Process of Elimination

For the past nearly-four years, we have been living in an apartment. It’s a lovely apartment, steps from my mom and brother, a few blocks from one of my oldest friends, walking distance from Trader Joe’s, a delightful cafe, a running path by the beach and a great school we love. My husband takes the ferry to work, 20 minutes later he’s in San Francisco; on the boat ride home he can have a beer and look out at the sun setting over the bay.

But it’s in a city where we can’t hope to buy a house, not anytime in the foreseeable future. It’s an apartment without a yard where my outdoors-loving kid and I crave open, wild spaces. It’s in a city where the air is regularly “unhealthy for sensitive groups” which makes me nervous since I had asthma all through childhood.

Process of Elimination: On the Beauty of Saying Not for Me

These past almost-four years have, in a strange way, felt like limbo. Enjoyable, for all of the reasons above, but with an undercurrent of transience. How long will we be here? Where will we land next? I hate the feeling of not knowing, even though we are the people doing the deciding. I wouldn’t want someone to tell me where to live, and yet in a small way it feels like that would be easier. I crave limitations. When the world is too wide-open, it’s scary not knowing where you’re headed. With a course charted, I can relax into the journey.

I’ve been slowly piecing together a patchwork of not-heres to help determine where that great big “you are here” arrow might land next.

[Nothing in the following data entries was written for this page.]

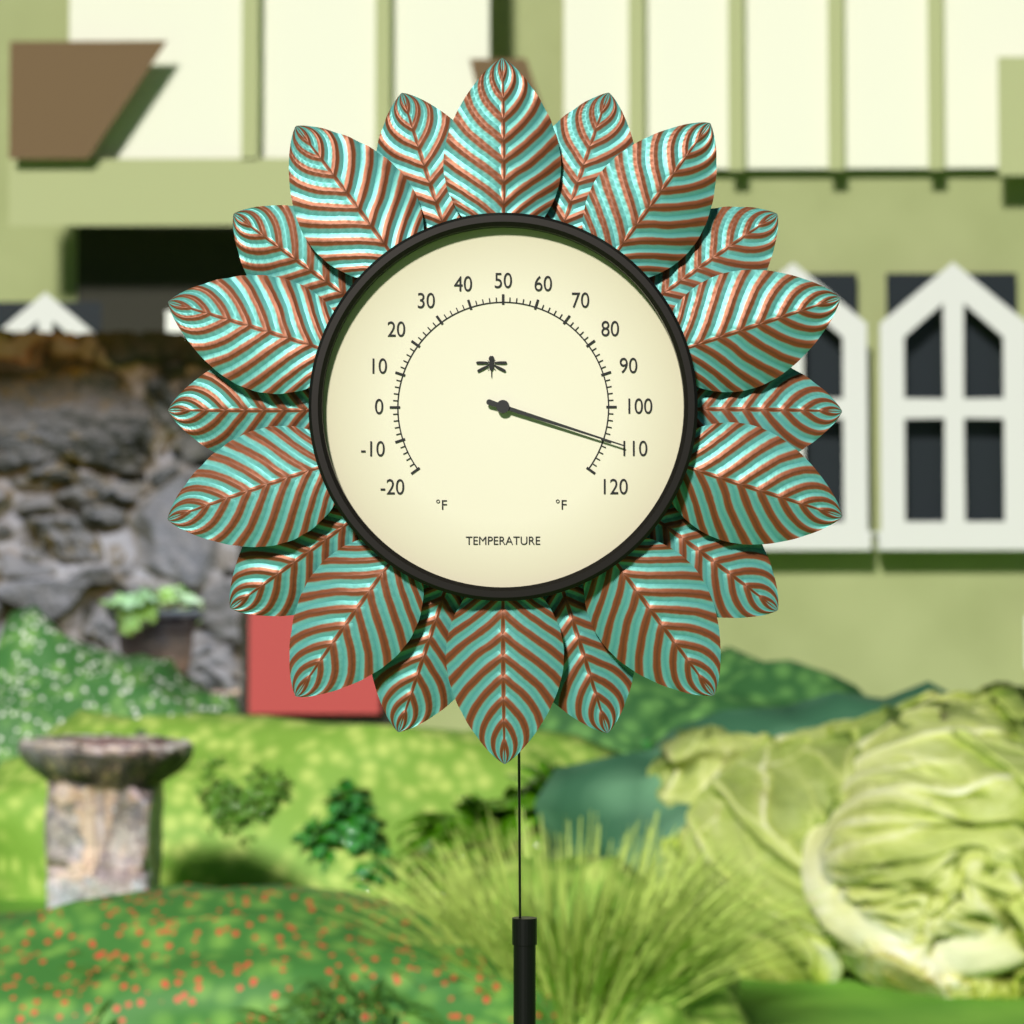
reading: 110 °F
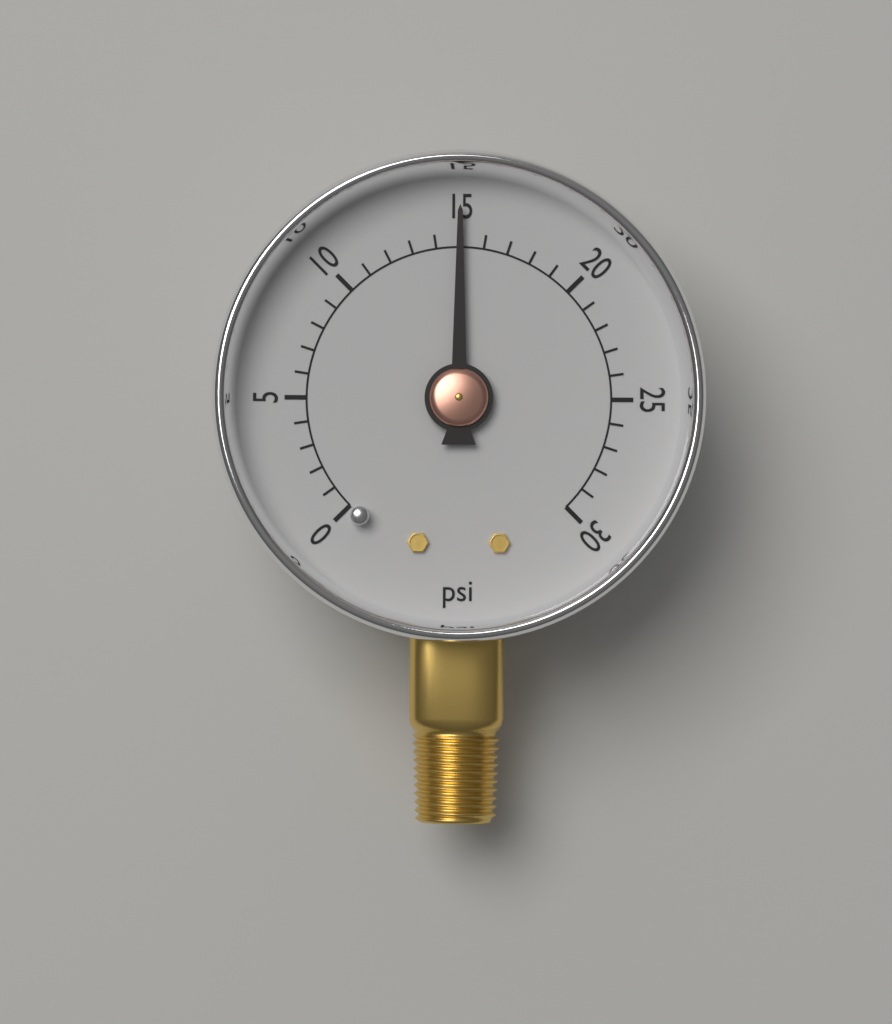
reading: 15 psi
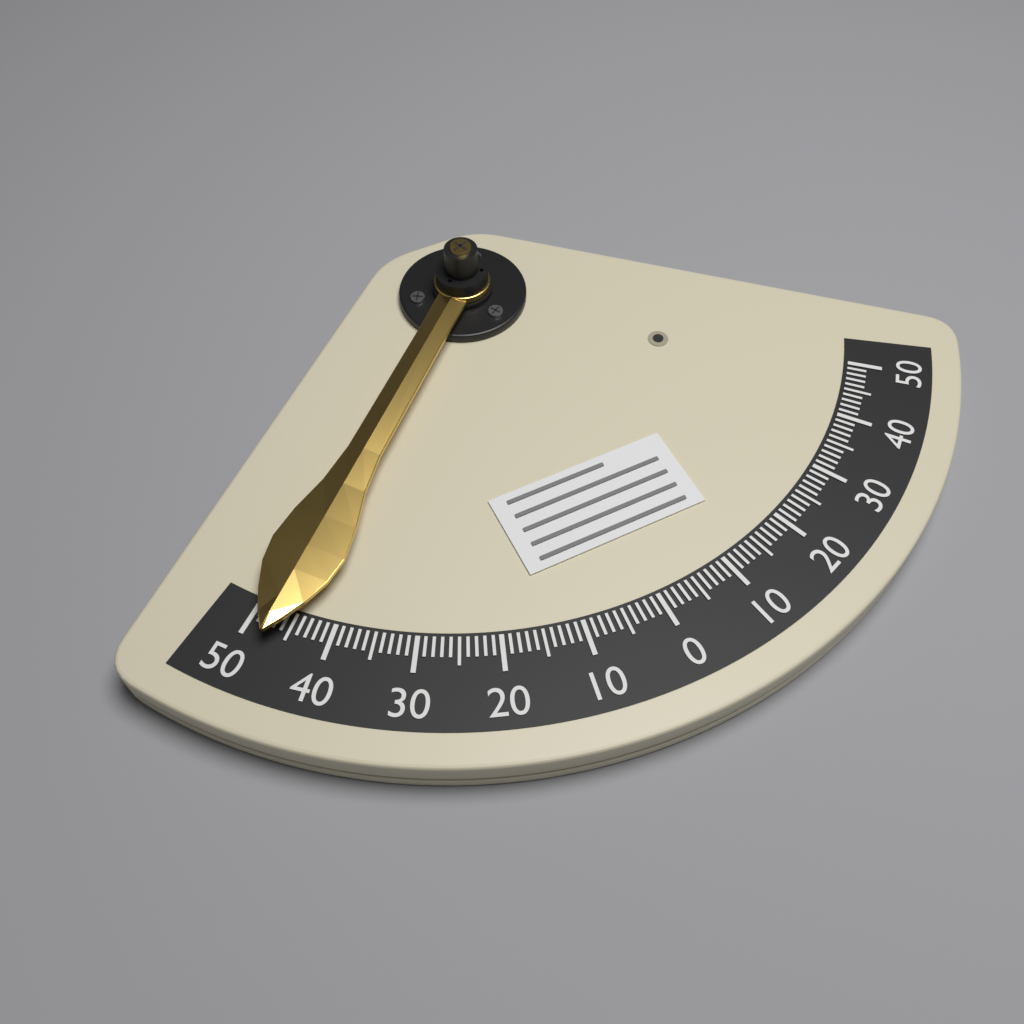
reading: 47 (no unit)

First, after reading This is Where You Belong by Melody Warnick, I decided to cross off any place too far to drive to a good friend or relative’s house within an hour or two. For us, that narrows the options down to just a handful of circles on the map. Unfortunately, some of those circles are still thousands of miles apart, begging the question: how else can we decide where to go?

I know what I want: A walkable town, good coffee, independent bookstores, clean air, beautiful nature, quality schools and public resources like parks, playgrounds, walking paths and libraries. A nice big yard where we can have a dog and a treehouse. My work is portable, but my husband will need to stay near at least a mid-size city.

Process of Elimination

We took a quick overnight getaway to one potential locale over the weekend, and I was instantly disappointed. It was near areas I’m quite familiar with, and I thought I had a better sense of things. But after arriving, I quickly realized that seeing a place with eyes to living there is a different proposition altogether.

I didn’t like the treacherous curving roads with no sidewalks — I imagined my son trying to navigate them on his bike, and felt my heart jump into my throat. The densely oak-y hills felt strangely oppressive. Pulling into the parking lot of the junior high school, we were greeted with a roof that needs replacing and a cluster of mostly temporary buildings surrounded by chain link. I came away feeling dispirited and down.

But as the experience percolated in my head a bit more over the next 24 hours, I realized that this — the ugly school, the tummy-twisting roads, the oppressive trees, all of it — was a gift.

It’s a gift to be able to say, that’s not for me.

It’s a gift to be able to name what’s not working.

It’s a gift to be able to walk away: to cross something off your list and say, nope, not going to happen.

Where has that left us? Honestly, I don’t know. There are still communities near the one we checked out that have potential, and then there are the other (much farther away) circles on our map to weigh. But being able to cross this one place off our list of potential places is like taking a bag or two of castoffs to Goodwill — it’s not the whole shebang, but it’s a beginning.

A bit of space is opening up, and that’s worth celebrating.